Hate speech frequently appears on social media platforms and urgently needs to be effectively controlled. Alleviating the bias caused by hate speech can help resolve various ethical issues. Although existing research has constructed several datasets for hate speech detection, these datasets seldom consider the diversity and variability of bias, making them far from real-world scenarios. To fill this gap, we propose a benchmark HateDebias to analyze the fairness of models under dynamically evolving environments. Specifically, to meet the diversity of biases, we collect hate speech data with different types of biases from real-world scenarios. To further simulate the variability in the real-world scenarios(i.e., the changing of bias attributes in datasets), we construct a dataset to follow the continuous learning setting and evaluate the detection accuracy of models on the HateDebias, where performance degradation indicates a significant bias toward a specific attribute. To provide a potential direction, we further propose a continual debiasing framework tailored to dynamic bias in real-world scenarios, integrating memory replay and bias information regularization to ensure the fairness of the model. Experiment results on the HateDebias benchmark reveal that our methods achieve improved performance in mitigating dynamic biases in real-world scenarios, highlighting the practicality in real-world applications.

CLDec 3, 2021
Multilingual Text Classification for Dravidian Languages

Xiaotian Lin, Nankai Lin, Kanoksak Wattanachote et al.

As the fourth largest language family in the world, the Dravidian languages have become a research hotspot in natural language processing (NLP).
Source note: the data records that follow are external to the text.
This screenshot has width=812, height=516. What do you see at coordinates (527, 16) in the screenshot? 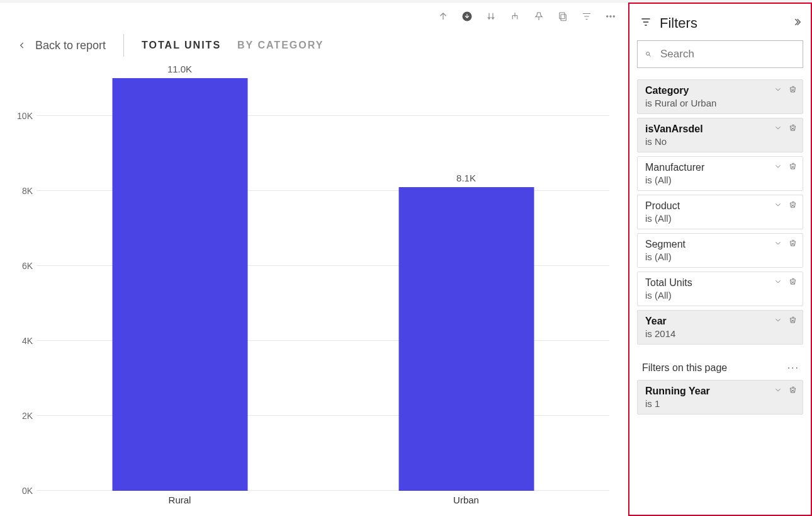
I see `visual-toolbar` at bounding box center [527, 16].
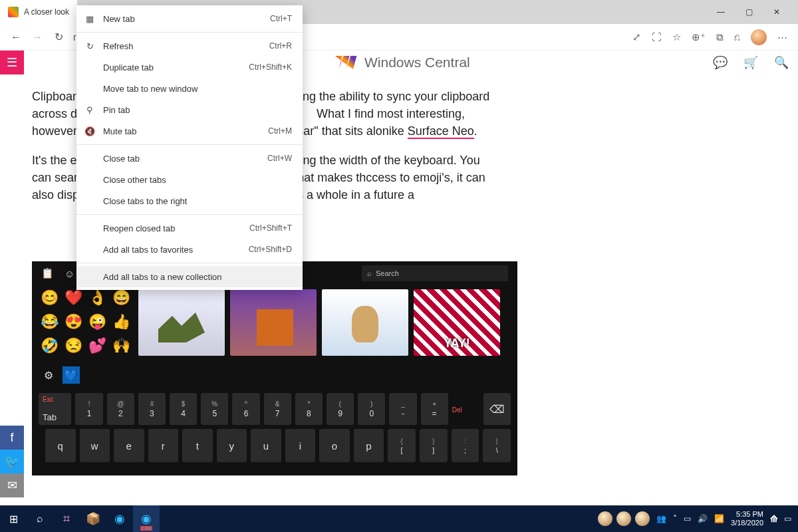  Describe the element at coordinates (246, 409) in the screenshot. I see `key-6: ^6` at that location.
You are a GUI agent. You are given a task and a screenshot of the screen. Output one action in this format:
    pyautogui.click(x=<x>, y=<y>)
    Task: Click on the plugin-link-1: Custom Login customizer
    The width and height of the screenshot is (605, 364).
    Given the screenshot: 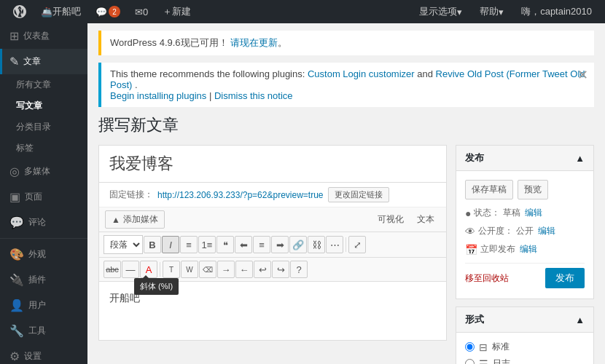 What is the action you would take?
    pyautogui.click(x=362, y=74)
    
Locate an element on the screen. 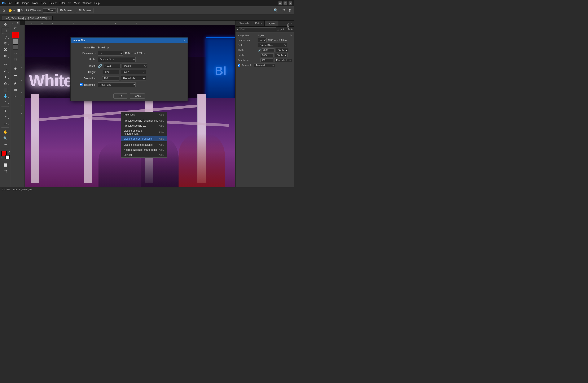 The height and width of the screenshot is (383, 588). resample-select: Automatic is located at coordinates (117, 85).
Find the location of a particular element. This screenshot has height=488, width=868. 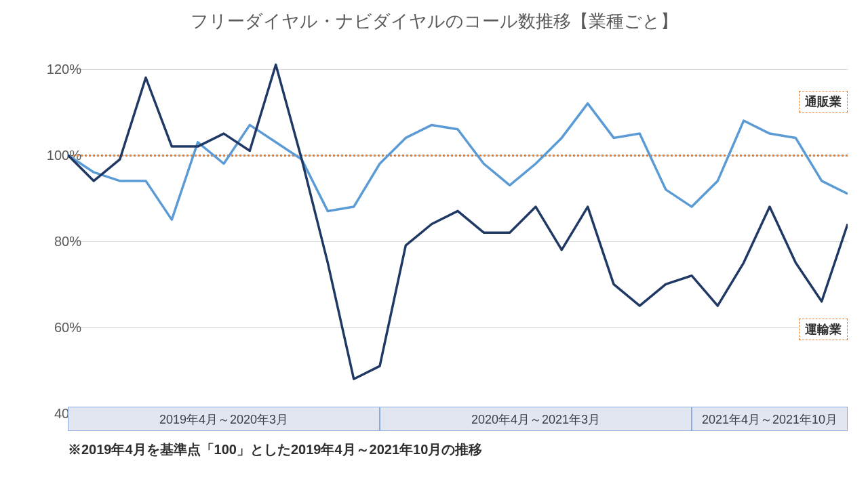

legend-mail-order: 通販業 is located at coordinates (823, 102).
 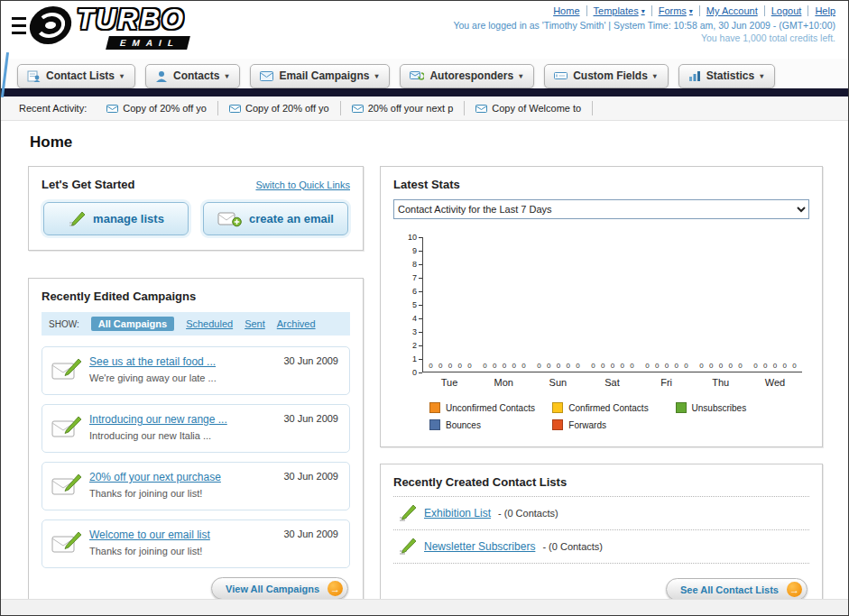 I want to click on y-axis-tick-label: 7, so click(x=417, y=278).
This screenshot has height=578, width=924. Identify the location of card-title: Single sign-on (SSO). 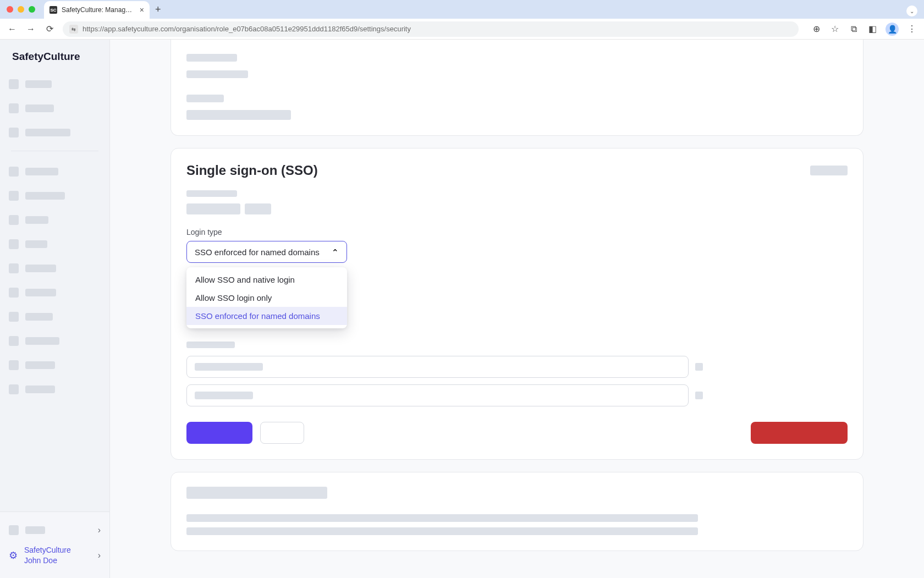
(252, 170).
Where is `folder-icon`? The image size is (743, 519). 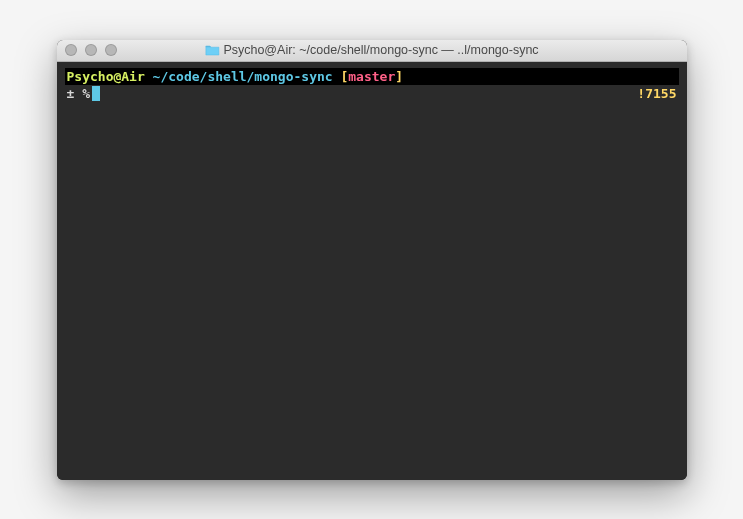 folder-icon is located at coordinates (212, 50).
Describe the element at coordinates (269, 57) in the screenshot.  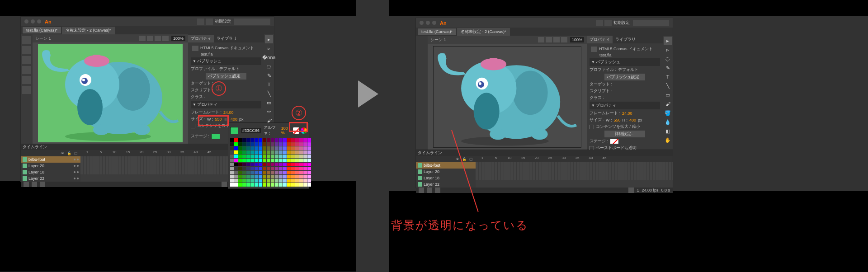
I see `free-transform-icon: �ona` at that location.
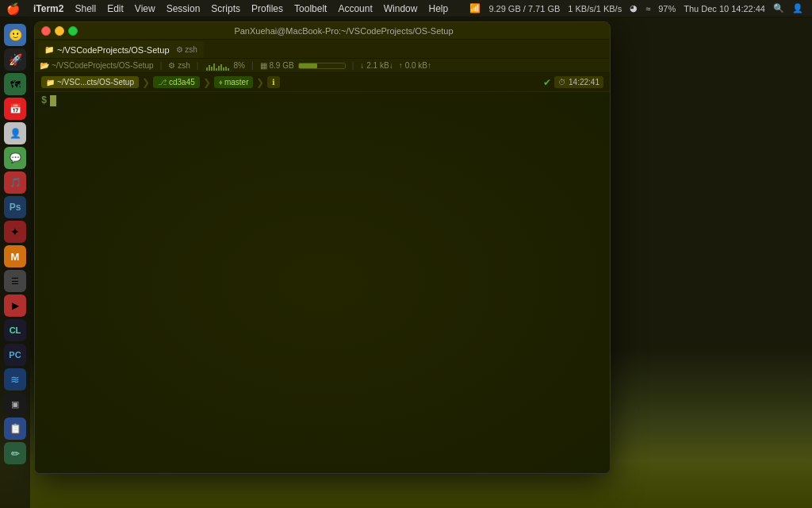 This screenshot has width=812, height=508. Describe the element at coordinates (116, 9) in the screenshot. I see `menu-edit: Edit` at that location.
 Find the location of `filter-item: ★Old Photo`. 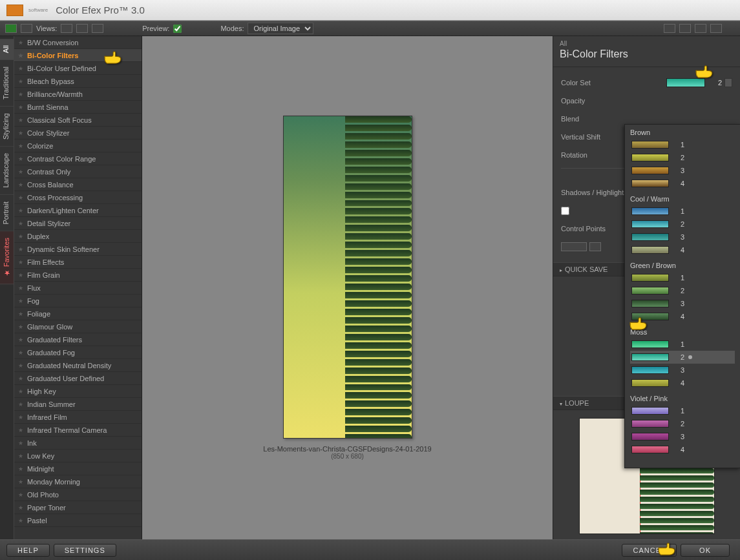

filter-item: ★Old Photo is located at coordinates (78, 495).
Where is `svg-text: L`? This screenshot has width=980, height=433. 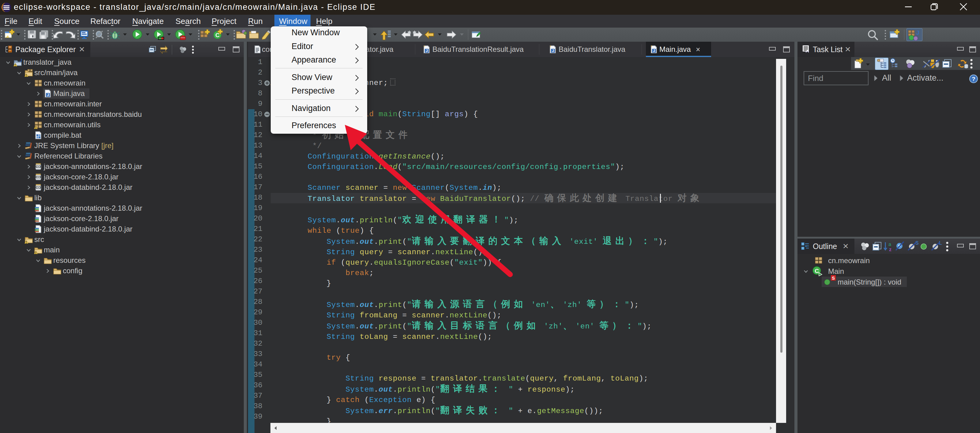
svg-text: L is located at coordinates (940, 243).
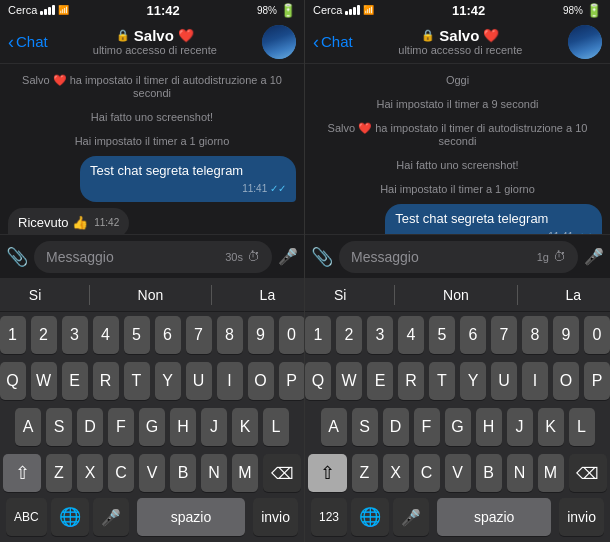  Describe the element at coordinates (292, 381) in the screenshot. I see `key-p: P` at that location.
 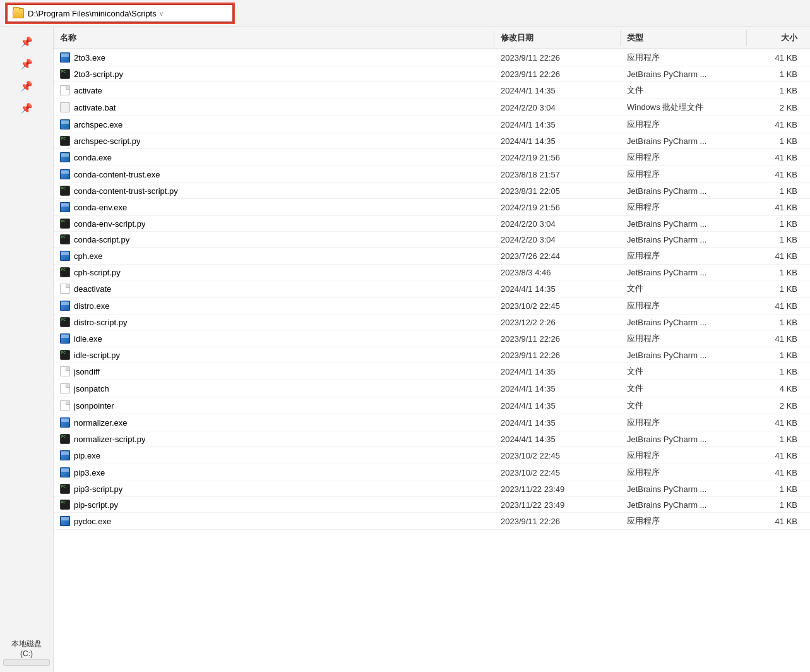 I want to click on table-row: conda.exe 2024/2/19 21:56 应用程序 41 KB, so click(x=432, y=158).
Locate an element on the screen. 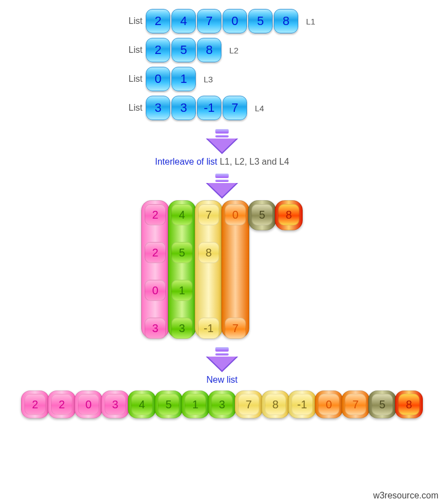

Although the Dravidian languages contain a large number of languages, there are relatively few public available resources. Besides, text classification task, as a basic task of natural language processing, how to combine it to multiple languages in the Dravidian languages, is still a major difficulty in Dravidian Natural Language Processing. Hence, to address these problems, we proposed a multilingual text classification framework for the Dravidian languages. On the one hand, the framework used the LaBSE pre-trained model as the base model. Aiming at the problem of text information bias in multi-task learning, we propose to use the MLM strategy to select language-specific words, and used adversarial training to perturb them. On the other hand, in view of the problem that the model cannot well recognize and utilize the correlation among languages, we further proposed a language-specific representation module to enrich semantic information for the model. The experimental results demonstrated that the framework we proposed has a significant performance in multilingual text classification tasks with each strategy achieving certain improvements.